The movie tells us that young Cohn quickly fell under the spell of his overbearing mother, an unnaturally close relationship that would last as long as she lived. Roy's father, a liberal judge with the firm idea that "what's right never changes," soon comes to despise his overly ambitious son and his morally suspect ways. After assisting in the conviction of the Rosenbergs, Cohn ingratiates himself with McCarthy in order to serve as the junior senator's chief counsel and personal attack dog. Moreover, Roy tells McCarthy that making Bobby Kennedy chief counsel for the committee (yes, RFK did a stint with McCarthy) could raise ugly charges of anti-Semitism because most of the men called in to testify are Jews. McCarthy soon regrets his decision as Cohn quickly takes over by grabbing the spotlight and developing most of the cases. The new chief counsel even insists on hiring G. David Shine, a hotel heir who doesn't know a thing about how to conduct a proper witch-hunt. It isn't any time at all before Cohn threatens people like Dashiell Hammett and the engineers working for the Voice of America in a shameful series of interrogations resulting in wrecked careers and ruined lives. When the United States Army drafts Shine, Cohn launches a personal vendetta against the Department of the Army. His goal is to procure an assignment for Shine on the committee, but the Army sees things differently. The military recorded dozens of threats Roy made against them and threaten to release them to the media if McCarthy and Cohn refuse to back off. The case does go to committee and the Army's attorney, Joseph Welch, publicly destroys the Wisconsin senator.

The rest of the film shows Roy in his post-McCarthy days: the endless deal making, the unethical behavior, and his closely guarded double life. We see Cohn attempting to work with J. Edgar Hoover to bring down the hated Bobby Kennedy, now the Attorney General of the United States and a man with a personal vendetta against the former McCarthy acolyte. There is a trial where the government brings a host of charges against Roy and cannot make them stick. We see how Cohn accepts money from people as "loans" and then promptly claims that these loans were "gifts." Through it all, no one can ever touch Roy Cohn; he is "the gingerbread boy," a blazing comet that threatens to destroy anyone who stands in his way. His amazement that no one stops him from lying, cheating, stealing, and intimidating people only serves to make him more obnoxious. No one tells Roy Cohn no, and he knows it.

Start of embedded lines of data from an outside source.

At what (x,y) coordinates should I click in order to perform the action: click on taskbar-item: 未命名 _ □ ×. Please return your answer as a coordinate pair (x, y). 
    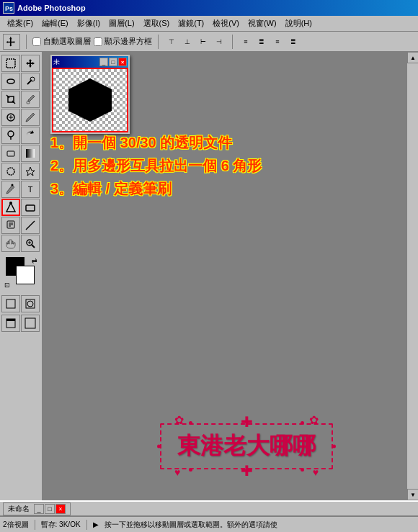
    Looking at the image, I should click on (37, 509).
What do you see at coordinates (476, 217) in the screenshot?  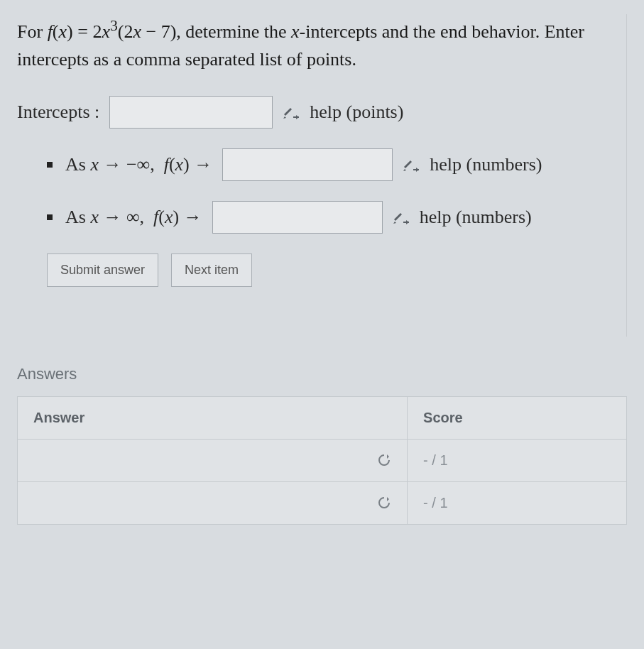 I see `help-numbers-link-2: help (numbers)` at bounding box center [476, 217].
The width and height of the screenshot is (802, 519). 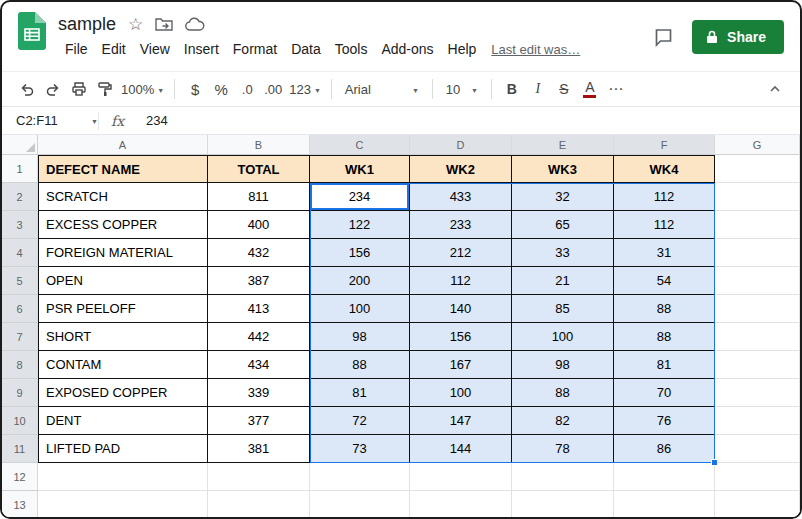 What do you see at coordinates (563, 197) in the screenshot?
I see `cell-E2: 32` at bounding box center [563, 197].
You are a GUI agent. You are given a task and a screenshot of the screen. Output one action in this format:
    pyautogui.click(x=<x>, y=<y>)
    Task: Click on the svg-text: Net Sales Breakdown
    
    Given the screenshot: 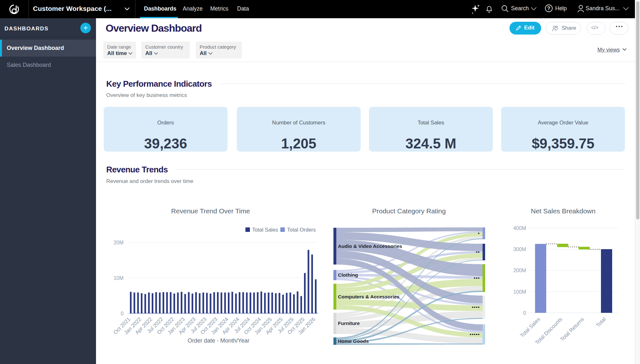 What is the action you would take?
    pyautogui.click(x=563, y=211)
    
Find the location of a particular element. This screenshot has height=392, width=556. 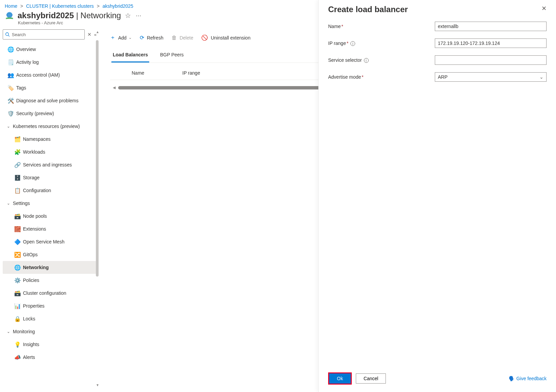

chevron-right-icon: > is located at coordinates (98, 6).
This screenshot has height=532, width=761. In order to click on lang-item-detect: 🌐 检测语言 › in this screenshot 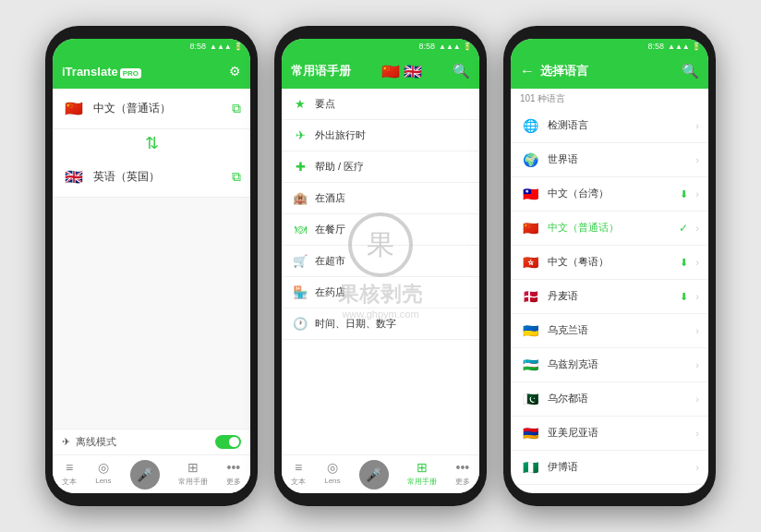, I will do `click(610, 126)`.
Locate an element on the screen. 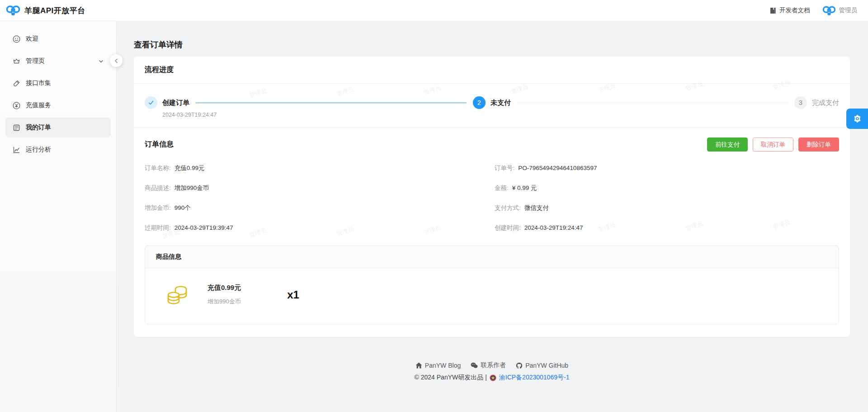 This screenshot has height=412, width=868. field-pay-method: 支付方式:微信支付 is located at coordinates (667, 208).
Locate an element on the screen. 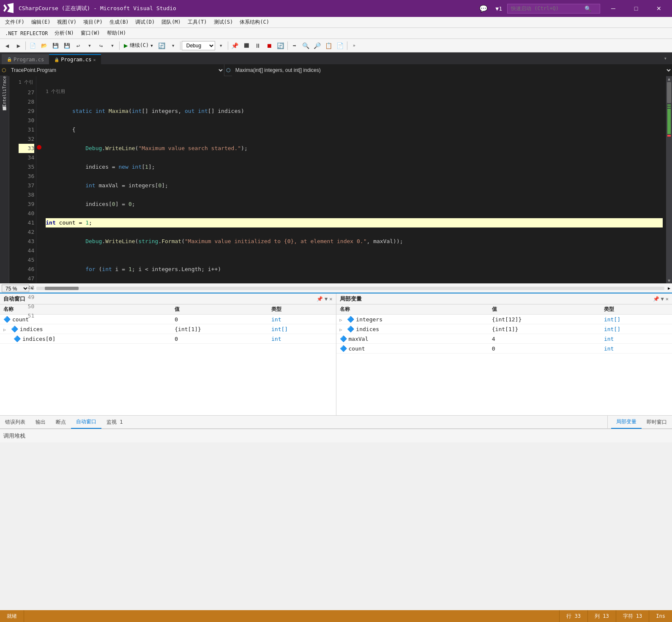 The height and width of the screenshot is (622, 672). toolbar-nav2: 🔍 is located at coordinates (306, 46).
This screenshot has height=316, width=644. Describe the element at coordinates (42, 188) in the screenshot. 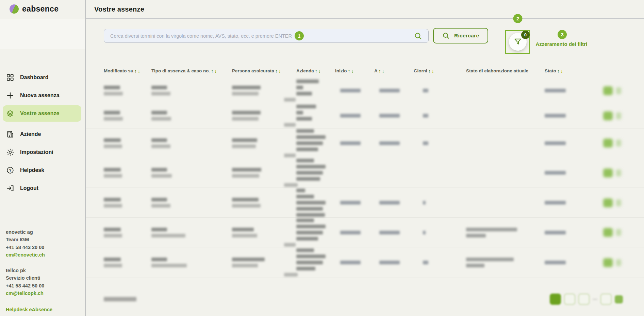

I see `sidebar-item-logout: Logout` at that location.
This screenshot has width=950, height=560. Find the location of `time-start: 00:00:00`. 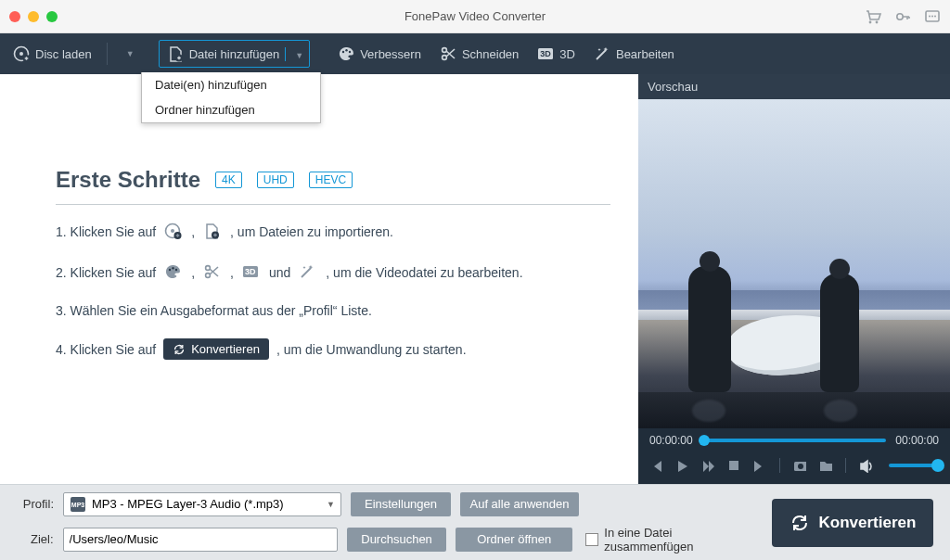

The narrative technique used to tell his story is through flashback, as the ghosts of those Roy once terrorized visit him as he lies dying in a hospital room. These are not happy spirits: Ethel Rosenberg makes an appearance sneering and jeering at Cohn for convicting her of treason. She even charges that Roy did it because of her ethnicity, a claim Cohn rejects when he says he did it for the headlines. Some of these visits are slightly humorous, such as the revenant of Joseph Welch saying, "Have you no sense of mortality, sir, at long last? They need the room." Seeing Roy's mother show up and complain about her son dumping her ashes in the East River is worth a chuckle or two as well.

James Woods does his usual bang up job as the abrasive Roy Cohn and Joe Don Baker bumbles and harrumphs his way through the role of Joe McCarthy. These are the two stand out actors in the film, as the other characters necessarily come and go quickly in an effort to fit as much of Cohn's life into the picture as possible. Even then much of Roy's life is missing. The later sections of the film skip as many as ten years in order spend more time with the McCarthy hearings. While I recognize a screenwriter is going to focus on the Red Scare more than anything else because of the Hollywood Ten and all that stuff, that is no excuse to engage in the type of rampant rumor seen here. J. Edgar Hoover, Francis Cardinal Spellman, and G. David Shine are the targets of the wildest speculations. I guess it is easier to make these brazen charges against people when they are dead than it is when they are alive. Still, despite the historical tightrope "Citizen Cohn" teeters on, watching James Woods in yet another frothing at the mouth performance always pays off in the end.